A small label tweak to the “Delivery Address” Variable Set goes live and 30 catalog items render with mismatched form layouts the next morning. The intent of Variable Sets is exactly this leverage — but the leverage works in both directions. Variable Sets without governance turn a single edit into a cross-cutting incident.
Variable Sets are libraries, treat them like code
A Variable Set used by 30 items is a shared library. Edits should follow the same discipline as a code library change: review, test against consumers, version, communicate. The catalog UI lets anyone with catalog_admin edit a Variable Set in production with no consumer awareness. Lock that down to a maintainer role and route changes through Service Catalog for catalog changes.
Catalog-shared vs item-shared sets
Two distinct reuse patterns exist. A “Delivery Address” set is shared across many catalog items (catalog-shared) — change rarely, version carefully. A “Hardware Specifications” set used by three variants of the same item (item-shared) — change with the item, no separate versioning needed. Treat them differently; the governance overhead for catalog-shared sets is justified by the blast radius.
Naming convention with the consumer count
Name Variable Sets with their domain and consumer count visible in the description: “Delivery Address (used by 30 items)”. A scheduled job updates the count weekly. Maintainers know at a glance which sets are heavily shared and which are local — and which renames or restructures will hurt.
// Update consumer count
function updateVariableSetConsumerCount(setSysId) {
var rel = new GlideAggregate('io_set_item');
rel.addQuery('variable_set', setSysId);
rel.addAggregate('COUNT');
rel.query();
rel.next();
var count = rel.getAggregate('COUNT');
var set = new GlideRecord('item_option_new_set');
set.get(setSysId);
set.short_description = set.short_description.split(' (')[0] + ' (used by ' + count + ' items)';
set.update();
}
Variable order is per-item, not per-set
A surprise: variable display order on the catalog form is configured per item, not per Variable Set. Adding a new variable to a shared set inserts it at the bottom of the set; on each consuming item, the integration with surrounding variables may render awkwardly. Plan layout review per consumer when sets gain variables, not just when items gain variables.

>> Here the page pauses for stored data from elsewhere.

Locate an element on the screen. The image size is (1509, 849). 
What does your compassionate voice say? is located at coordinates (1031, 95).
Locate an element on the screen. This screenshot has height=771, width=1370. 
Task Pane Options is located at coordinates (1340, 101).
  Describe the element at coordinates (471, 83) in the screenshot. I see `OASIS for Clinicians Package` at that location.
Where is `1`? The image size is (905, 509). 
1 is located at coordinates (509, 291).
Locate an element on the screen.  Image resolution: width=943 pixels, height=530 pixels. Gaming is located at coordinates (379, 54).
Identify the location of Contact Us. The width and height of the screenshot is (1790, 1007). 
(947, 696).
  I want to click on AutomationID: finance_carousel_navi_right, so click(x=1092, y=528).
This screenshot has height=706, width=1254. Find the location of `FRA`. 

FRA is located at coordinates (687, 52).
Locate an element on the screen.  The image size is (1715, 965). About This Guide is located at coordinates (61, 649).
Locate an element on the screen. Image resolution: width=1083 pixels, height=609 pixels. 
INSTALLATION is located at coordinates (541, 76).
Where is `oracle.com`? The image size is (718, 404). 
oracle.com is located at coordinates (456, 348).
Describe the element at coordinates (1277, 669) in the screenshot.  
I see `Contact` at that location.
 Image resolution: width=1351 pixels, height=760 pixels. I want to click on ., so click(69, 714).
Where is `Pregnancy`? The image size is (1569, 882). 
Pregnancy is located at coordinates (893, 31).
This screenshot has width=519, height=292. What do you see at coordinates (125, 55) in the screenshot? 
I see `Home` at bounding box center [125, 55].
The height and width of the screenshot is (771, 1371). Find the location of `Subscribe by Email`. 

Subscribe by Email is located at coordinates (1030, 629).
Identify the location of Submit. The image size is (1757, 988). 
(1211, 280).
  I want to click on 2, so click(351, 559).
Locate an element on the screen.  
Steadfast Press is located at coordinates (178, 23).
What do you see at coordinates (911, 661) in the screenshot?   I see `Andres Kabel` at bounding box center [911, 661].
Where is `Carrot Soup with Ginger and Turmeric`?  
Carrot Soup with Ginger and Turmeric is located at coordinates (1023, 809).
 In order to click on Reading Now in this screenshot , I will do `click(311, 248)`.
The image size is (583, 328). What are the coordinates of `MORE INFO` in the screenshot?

UI Policies on Variable Sets
UI Policies defined at the Variable Set level apply to every consumer. Useful for set-internal logic (“hide City when Country is empty”). Dangerous for cross-variable logic that assumes context outside the set. Keep set-level UI Policies strictly to the set’s own variables; never reference variables from the parent catalog item.
Conditional set inclusion
A Variable Set can be conditionally included on an item via a Catalog UI Policy (“show this set when delivery method is ‘shipping’”). Use this for genuinely conditional groups. Do not use it as a workaround for not wanting to think about whether the set belongs on the item — every conditional set adds form rendering overhead and audit complexity.
Common failure modes
Two Variable Sets with overlapping variables (both have a “city” variable) on the same item — last-rendered wins, validation gets confusing. Use unique variable names across all sets used on a given item. Variable Set referenced by an item but the set itself is inactive — variables disappear silently from the form. Add a validation rule: an active item cannot reference an inactive set.
Implementation sequence
Inventory existing Variable Sets, count consumers, identify the top 10 by consumer count. Establish governance for those (maintainer role, change process, notification list). Lower-volume sets follow the same governance lazily — when they next change. Trying to migrate every Variable Set to formal governance on day one is a project for a quarter.
What to do this week: count items per Variable Set in io_set_item; the top five by count are your governance priority; the bottom decile is your retirement candidate list.